Oporto, My Porto
“Just look out for two old codgers standing in arrivals.” This was the closing sentence in an email I received from my father’s cousin, and even though we had never met, I knew instantly that we would get along.
Sure enough, after a flight across the Atlantic to Lisbon, and then another north to Oporto, I landed and was greeted by two smiling faces in the airport arrivals hall. We had never met in person, so technically they were strangers, but I felt an instant ease in their presence. Who are they? Vivi is my father’s cousin, (her father and my grandfather were brothers) and Jim is her husband. I’m sure there is a very technical term for how we are all related, but all I know is that they are both my family, and my family matters.
When I started planning a vacation to Lisbon, I knew without hesitation that I needed to also allocate time to visit Vivi and Jim, who spend most of their year in the small town of Afife, just South of the Spanish border. Afife is a civil parish about an hour north of Oporto sitting right on the coast, home to around 1800 residents. It is made up of a bed of sand dunes, with the ocean at its feet and a small mountain range at its back. It is endearing, with cobbled and curving streets, hidden yellow scallops on stone walls indicating the camino walking path, lingering smoke in the air from controlled brush fires, the sound of ocean waves, and faint church bell tolls.
My family connection to Portugal is one that comes by way of England. As the 19th century was coming to a close, my great-grandfather decided to look for new prospects away from England, further south in Portugal. He moved with his wife to Oporto, which started the family on a new course that would come to include salt cod importing and a fleet of ships. They had their first child in 1901, and went on to have 6 children in total. Their last was my grandfather, Alec, born in 1915.
Using Afife as my base, Vivi, Jim and I ventured south to Oporto and visited family sites of interest. This included the British Church where I have relatives buried, the site of my great-grandfather’s office building just off from the Bolsa Palace Square, and lastly the site along the river where my grandfather was born and lived as a small boy. Unfortunately the house itself has since been torn down, making way for new Porto School of Architecture buildings. Standing there with Vivi, who herself grew up in the same spot as a young girl, I listend as she recounted tales of the stone fountain full of fish, the palm tree and camphor laurel that still stand where they always had been, the property’s stone gateway that is the last hint of the previous inhabitants. She remembered watching porpoises once upon a time swimming below in the Douro River, and the terraced gardens cascading to the water’s edge that must have felt otherworldly to children who had it as their playground.
It’s a powerful feeling to visit a place like St. James’ Church, where you know your grandfather had also been many times, as a small boy, likely picking away at the pew’s varnish in front of him, holding the same door handle I did to gain entry, and gazing out of the very same window of stained-glass grapes. It’s an emotion I wasn’t prepared for, but I embraced it wholeheartedly.
Spending time with relatives, especially ones with interesting and expansive life experience, moved me in many more ways than I anticipated. From living in London as young adults, to now making Afife their sanctuary – I absorbed every story and tale they chose to share with me.
Tyler, my close colleague here at Trufflepig, introduced me to the word saeculum, meaning a generation or an era, one of whose uses can suggest the period from when something first happens (for example the founding of a city) until the point in time at which all people who had lived at the first moment have died. Perhaps that is the powerful feeling I was overcome with, knowing that I was close to one saeculum ending for my family, and a new one beginning. Those fleeting moments of overlap, where I concurrently stand with one foot in the old, and the other in the new – aware that I am in a coveted position for both the collection of stories so as to not lose them, and also the ability to create and forge anew.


▸ WHAT IS NEEDED: Copy all lines below that use the word "Limitations".

▸ INFORMATION SHOWN:
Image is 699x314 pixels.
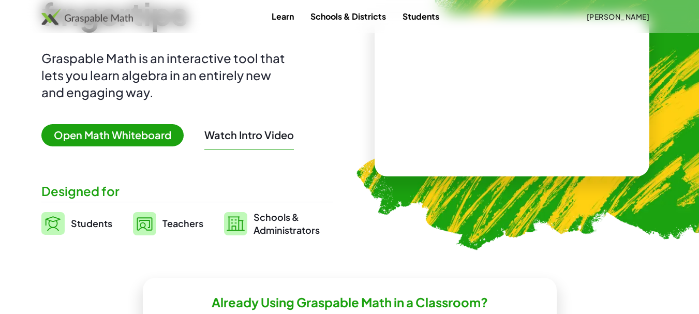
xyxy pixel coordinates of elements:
[41,124,184,147] span: Open Math Whiteboard
[133,212,156,236] img: svg%3e
[133,211,203,237] a: Teachers
[434,56,590,134] video: What is this? This is dynamic math notation. Dynamic math notation plays a central role in how Gr...
[212,295,488,311] h2: Already Using Graspable Math in a Classroom?
[41,130,192,141] a: Open Math Whiteboard
[587,12,650,21] span: [PERSON_NAME]
[394,7,448,26] a: Students
[254,211,320,237] span: Schools & Administrators
[41,212,65,235] img: svg%3e
[71,217,112,229] span: Students
[224,212,247,236] img: svg%3e
[224,211,320,237] a: Schools &Administrators
[578,7,658,26] button: [PERSON_NAME]
[41,183,333,200] div: Designed for
[302,7,394,26] a: Schools & Districts
[41,211,112,237] a: Students
[41,50,290,101] div: Graspable Math is an interactive tool that lets you learn algebra in an entirely new and engaging...
[163,217,203,229] span: Teachers
[264,7,302,26] a: Learn
[204,128,294,142] button: Watch Intro Video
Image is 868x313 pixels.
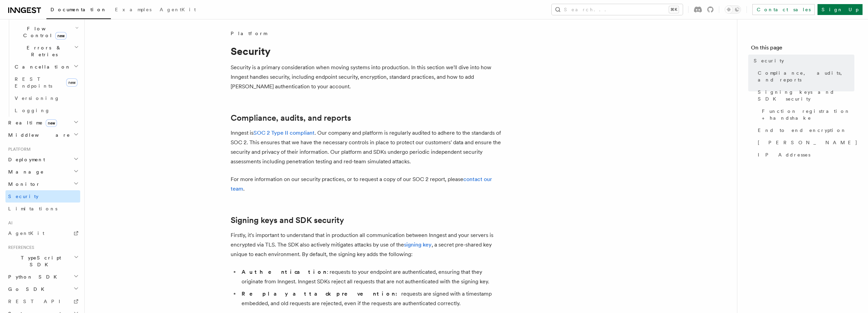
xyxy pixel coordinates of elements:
button: Monitor [5,178,80,190]
p: Security is a primary consideration when moving systems into production. In this section we'll di... [231,63,504,91]
a: Signing keys and SDK security [755,86,854,105]
span: Documentation [50,7,107,12]
span: References [5,244,34,250]
span: Cancellation [12,63,71,70]
button: Go SDK [5,283,80,295]
span: End to end encryption [758,127,846,134]
span: AgentKit [8,231,45,236]
span: Limitations [8,206,57,212]
span: Middleware [5,131,70,139]
span: Go SDK [5,285,48,293]
h1: Security [231,45,504,57]
a: Contact sales [752,4,815,15]
button: Toggle dark mode [724,5,741,14]
a: Security [750,55,854,67]
button: Middleware [5,129,80,141]
span: Platform [231,30,266,36]
span: [PERSON_NAME] [758,139,857,146]
span: Security [8,193,39,199]
button: TypeScript SDK [5,252,80,271]
a: REST API [5,295,80,307]
span: IP Addresses [758,151,810,158]
span: Security [753,57,784,64]
span: Realtime [5,120,57,126]
a: AgentKit [5,227,80,239]
span: Deployment [5,156,45,163]
span: Compliance, audits, and reports [758,69,854,83]
button: Cancellation [12,61,80,73]
button: Deployment [5,153,80,166]
a: SOC 2 Type II compliant [253,130,315,136]
span: Versioning [15,96,60,101]
a: End to end encryption [755,124,854,136]
strong: Authentication [242,268,327,275]
p: For more information on our security practices, or to request a copy of our SOC 2 report, please . [231,174,504,193]
strong: Replay attack prevention: [242,290,401,297]
a: Examples [111,2,155,18]
a: Versioning [12,92,80,104]
span: Flow Control [12,26,75,39]
a: Function registration + handshake [758,105,854,124]
span: Examples [115,7,151,12]
a: Logging [12,104,80,117]
span: AgentKit [160,7,196,12]
p: Firstly, it's important to understand that in production all communication between Inngest and yo... [231,231,504,259]
h4: On this page [750,44,854,55]
button: Errors & Retries [12,42,80,61]
span: Errors & Retries [12,45,74,58]
span: new [55,32,66,39]
a: Security [5,190,80,203]
span: REST API [8,298,66,304]
span: Logging [15,108,50,113]
a: Compliance, audits, and reports [755,67,854,86]
a: Signing keys and SDK security [231,215,344,225]
span: new [66,78,77,87]
kbd: ⌘K [669,6,678,13]
a: Compliance, audits, and reports [231,113,351,123]
button: Python SDK [5,271,80,283]
span: new [46,120,57,127]
button: Flow Controlnew [12,23,80,42]
a: Limitations [5,203,80,215]
a: [PERSON_NAME] [755,136,854,149]
button: Manage [5,166,80,178]
span: Signing keys and SDK security [758,88,854,102]
span: Python SDK [5,274,61,280]
span: AI [5,220,12,225]
span: Platform [5,147,31,152]
li: requests are signed with a timestamp embedded, and old requests are rejected, even if the request... [239,289,504,308]
li: : requests to your endpoint are authenticated, ensuring that they originate from Inngest. Inngest... [239,267,504,286]
span: Manage [5,169,44,175]
a: AgentKit [155,2,200,18]
a: signing key [404,241,431,248]
a: Documentation [47,2,111,19]
span: REST Endpoints [15,77,52,88]
p: Inngest is . Our company and platform is regularly audited to adhere to the standards of SOC 2. T... [231,128,504,166]
a: Sign Up [817,4,862,15]
a: REST Endpointsnew [12,73,80,92]
span: Monitor [5,181,40,188]
button: Realtimenew [5,117,80,129]
span: TypeScript SDK [5,255,74,268]
button: Search...⌘K [551,4,683,15]
span: Function registration + handshake [761,108,854,121]
a: IP Addresses [755,149,854,161]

▸ TASK ANSWER:
span: Limitations [8,206,57,212]
a: Limitations [5,203,80,215]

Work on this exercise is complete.